PUBLICATION The Fredericton Daily Gleaner
DATE Monday February 19, 2001
BYLINE CHARLES MOORE

Two sets of laws won't work for one people

Some of Canada's jurists seem to be hell-bent on stoking the fires of racial resentment. In the September 1999 Supreme Court of Canada decision in R. v. Marshall, the five justices of the majority endeavoured to write resource exploitation rights into an obscure, 240-year-old treaty that simply weren't there -- as the now chief justice pointedly noted by in her dissent, observing that the majority decision created "an unintended right of broad and undefined scope."

Even the writer for the Marshall majority, Justice Ian Binnie, conceded in his ruling that: "The right to fish is not mentioned in the March 10, 1760, document nor is it expressly noted elsewhere in the records of negotiations put in evidence."

The court subsequently backed away from some of the ruling's more egregiously extravagant provisions in a hasty "clarification."

Another Supreme Court justice, Michel Bastarache, who did not sit on the Marshall panel, has publicly criticized the Marshall decision and raised hackles among some native politicians by suggesting that historical aboriginal rights are "ill-defined." Justice Bastarache observed that many Atlantic Canadians think that the high court invented rights that are not in the ancient treaties and that the public may see the court as unfairly favouring natives.

You might think that the high court's backtracking and self- criticism on Marshall, not to mention the hornet's nest of conflict it stirred up in the East Coast lobster fishery, would have made lower court justices cautious about writing creatively generous interpretations into their rulings on aboriginal rights cases, but evidently not.

On Feb. 5, Nova Scotia Associate Chief Justice Michael MacDonald ** overturned the conviction of a Mi'kmaq who had been found guilty of deer-jacking -- hunting at night using a light -- on the basis of supposed treaty rights.

You have to wonder what Justice MacDonald and the majority in Marshall were thinking. Do they imagine that they can create a race- based distinctions and two-tier laws in areas of common stakeholding without all hell breaking loose, especially on the specious basis of alleged "treaty rights" that were never mentioned in the original treaties?

I have news for them, and for the gutless politicians who have chosen to lead by following this judicial activism: it isn't going to fly. They should review the outrage being expressed in letters to the Editor columns of Nova Scotia newspapers over Justice MacDonald's deer-jacking ruling.

Ordinary Canadians have had just about a bellyfull of this tomfoolery. Nova Scotia MLA Brooke Taylor, who is currently co- ordinating a petition demanding that Justice MacDonald's ruling be appealed, says that in nine years of public life he has never seen his constituents more upset and outraged than they are over this matter.

The central problem here, besides the ideology of liberal guilt, is the notion of special status for a certain category of Canadians based on race.

This writer, along with I'm confident a substantial majority of the Canadian public, believes that there should be only one class of citizen and the same laws and privileges should apply to all citizens equally.

Special status based on race is unacceptable. What is it that made Apartheid repugnant and evil in South Africa, but a principle championed and advocated by the courts and the government here in Canada?

There are many problems with the notion that treaties European colonizers negotiated with (or imposed on) aboriginals hundreds of years ago should be considered the equivalent to agreements between sovereign nation states, even in the context of what's actually articulated in them. University of Calgary political scientist Tom Flanagan has observed that this "doctrine of equivalence" is a theory originated by anthropologists and advanced by political activists.

The fact is, North American aboriginals were outgunned and eventually outnumbered by the European invaders. They did not win the Indian wars.

This sort of defeat has happened to many peoples over the centuries and their sovereignty, such as it was, ceased to exist.

In short, the old treaties should be declared null and void, and torn up, to be replaced by whatever transition process will be necessary to integrate aboriginals into mainstream society as full equals. Yes, that's assimilation. It's not a dirty word. It is a very un-racist concept. It is also, ultimately, the only politically viable solution if there is to be social peace.

Are aboriginals Canadians or not? That is the operative question here. If they are, then this treaty rights fiasco must stop. And if aboriginals don't want to be Canadians on an equal footing with their fellow citizens, the only viable alternative to assimilation is real independence, which would involve decades of negotiation over territorial partition and jurisdiction, and in the end, a shutoff of the transfer of funds from non-aboriginal Canadian taxpayers.

Those are the options. What is it going to be?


Each of the entries below needs to be given again exactly.

- - -

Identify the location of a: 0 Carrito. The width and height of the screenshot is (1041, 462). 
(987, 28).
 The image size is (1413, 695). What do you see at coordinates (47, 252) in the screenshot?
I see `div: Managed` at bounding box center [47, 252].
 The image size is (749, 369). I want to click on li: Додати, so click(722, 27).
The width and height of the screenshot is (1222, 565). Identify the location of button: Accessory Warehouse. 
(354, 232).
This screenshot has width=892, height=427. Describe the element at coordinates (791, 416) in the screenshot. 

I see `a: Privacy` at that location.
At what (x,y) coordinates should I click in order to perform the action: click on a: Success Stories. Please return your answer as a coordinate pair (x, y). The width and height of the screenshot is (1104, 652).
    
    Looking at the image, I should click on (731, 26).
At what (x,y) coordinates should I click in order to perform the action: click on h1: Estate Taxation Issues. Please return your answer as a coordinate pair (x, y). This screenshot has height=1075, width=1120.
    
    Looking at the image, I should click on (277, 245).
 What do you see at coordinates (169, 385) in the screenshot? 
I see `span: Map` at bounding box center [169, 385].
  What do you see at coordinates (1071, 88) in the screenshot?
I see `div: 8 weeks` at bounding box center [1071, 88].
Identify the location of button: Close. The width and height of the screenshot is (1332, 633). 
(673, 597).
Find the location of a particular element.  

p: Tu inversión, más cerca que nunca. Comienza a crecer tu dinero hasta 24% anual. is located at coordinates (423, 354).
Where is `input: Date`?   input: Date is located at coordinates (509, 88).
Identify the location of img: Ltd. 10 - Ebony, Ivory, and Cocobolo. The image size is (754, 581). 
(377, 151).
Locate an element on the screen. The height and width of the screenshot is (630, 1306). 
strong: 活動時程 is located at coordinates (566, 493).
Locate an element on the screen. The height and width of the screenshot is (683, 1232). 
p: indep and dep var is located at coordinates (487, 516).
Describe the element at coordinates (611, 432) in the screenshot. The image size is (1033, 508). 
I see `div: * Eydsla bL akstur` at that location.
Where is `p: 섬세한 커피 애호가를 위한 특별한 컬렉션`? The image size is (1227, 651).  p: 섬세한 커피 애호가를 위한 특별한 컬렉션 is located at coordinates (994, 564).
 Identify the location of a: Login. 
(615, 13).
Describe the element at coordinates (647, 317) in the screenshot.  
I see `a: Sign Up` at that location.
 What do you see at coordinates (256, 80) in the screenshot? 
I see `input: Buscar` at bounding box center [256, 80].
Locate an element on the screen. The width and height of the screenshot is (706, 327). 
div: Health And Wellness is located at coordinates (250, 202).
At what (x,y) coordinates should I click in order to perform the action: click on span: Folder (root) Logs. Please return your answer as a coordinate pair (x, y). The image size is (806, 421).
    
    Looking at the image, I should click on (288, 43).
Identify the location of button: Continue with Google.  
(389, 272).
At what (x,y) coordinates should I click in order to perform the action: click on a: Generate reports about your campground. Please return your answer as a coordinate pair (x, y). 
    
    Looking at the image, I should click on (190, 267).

- - -

TASK RESULT |
Identify the location of a: 0 Carrito. The width and height of the screenshot is (1041, 462). 
(987, 28).
 The image size is (1413, 695). What do you see at coordinates (47, 252) in the screenshot?
I see `div: Managed` at bounding box center [47, 252].
 The image size is (749, 369). I want to click on li: Додати, so click(722, 27).
The width and height of the screenshot is (1222, 565). Identify the location of button: Accessory Warehouse. 
(354, 232).
This screenshot has width=892, height=427. Describe the element at coordinates (791, 416) in the screenshot. 

I see `a: Privacy` at that location.
At what (x,y) coordinates should I click in order to perform the action: click on a: Success Stories. Please return your answer as a coordinate pair (x, y). The width and height of the screenshot is (1104, 652).
    
    Looking at the image, I should click on (731, 26).
At what (x,y) coordinates should I click in order to perform the action: click on h1: Estate Taxation Issues. Please return your answer as a coordinate pair (x, y). This screenshot has height=1075, width=1120.
    
    Looking at the image, I should click on (277, 245).
 What do you see at coordinates (169, 385) in the screenshot? 
I see `span: Map` at bounding box center [169, 385].
  What do you see at coordinates (1071, 88) in the screenshot?
I see `div: 8 weeks` at bounding box center [1071, 88].
Identify the location of button: Close. The width and height of the screenshot is (1332, 633). 
(673, 597).
Find the location of a particular element.  

p: Tu inversión, más cerca que nunca. Comienza a crecer tu dinero hasta 24% anual. is located at coordinates (423, 354).
Where is `input: Date`?   input: Date is located at coordinates (509, 88).
Identify the location of img: Ltd. 10 - Ebony, Ivory, and Cocobolo. The image size is (754, 581). 
(377, 151).
Locate an element on the screen. The height and width of the screenshot is (630, 1306). 
strong: 活動時程 is located at coordinates (566, 493).
Locate an element on the screen. The height and width of the screenshot is (683, 1232). 
p: indep and dep var is located at coordinates (487, 516).
Describe the element at coordinates (611, 432) in the screenshot. The image size is (1033, 508). 
I see `div: * Eydsla bL akstur` at that location.
Where is `p: 섬세한 커피 애호가를 위한 특별한 컬렉션`? The image size is (1227, 651).  p: 섬세한 커피 애호가를 위한 특별한 컬렉션 is located at coordinates (994, 564).
 Identify the location of a: Login. 
(615, 13).
Describe the element at coordinates (647, 317) in the screenshot.  
I see `a: Sign Up` at that location.
 What do you see at coordinates (256, 80) in the screenshot? 
I see `input: Buscar` at bounding box center [256, 80].
Locate an element on the screen. The width and height of the screenshot is (706, 327). 
div: Health And Wellness is located at coordinates (250, 202).
At what (x,y) coordinates should I click in order to perform the action: click on span: Folder (root) Logs. Please return your answer as a coordinate pair (x, y). The image size is (806, 421).
    
    Looking at the image, I should click on (288, 43).
Identify the location of button: Continue with Google.  
(389, 272).
At what (x,y) coordinates should I click in order to perform the action: click on a: Generate reports about your campground. Please return your answer as a coordinate pair (x, y). 
    
    Looking at the image, I should click on (190, 267).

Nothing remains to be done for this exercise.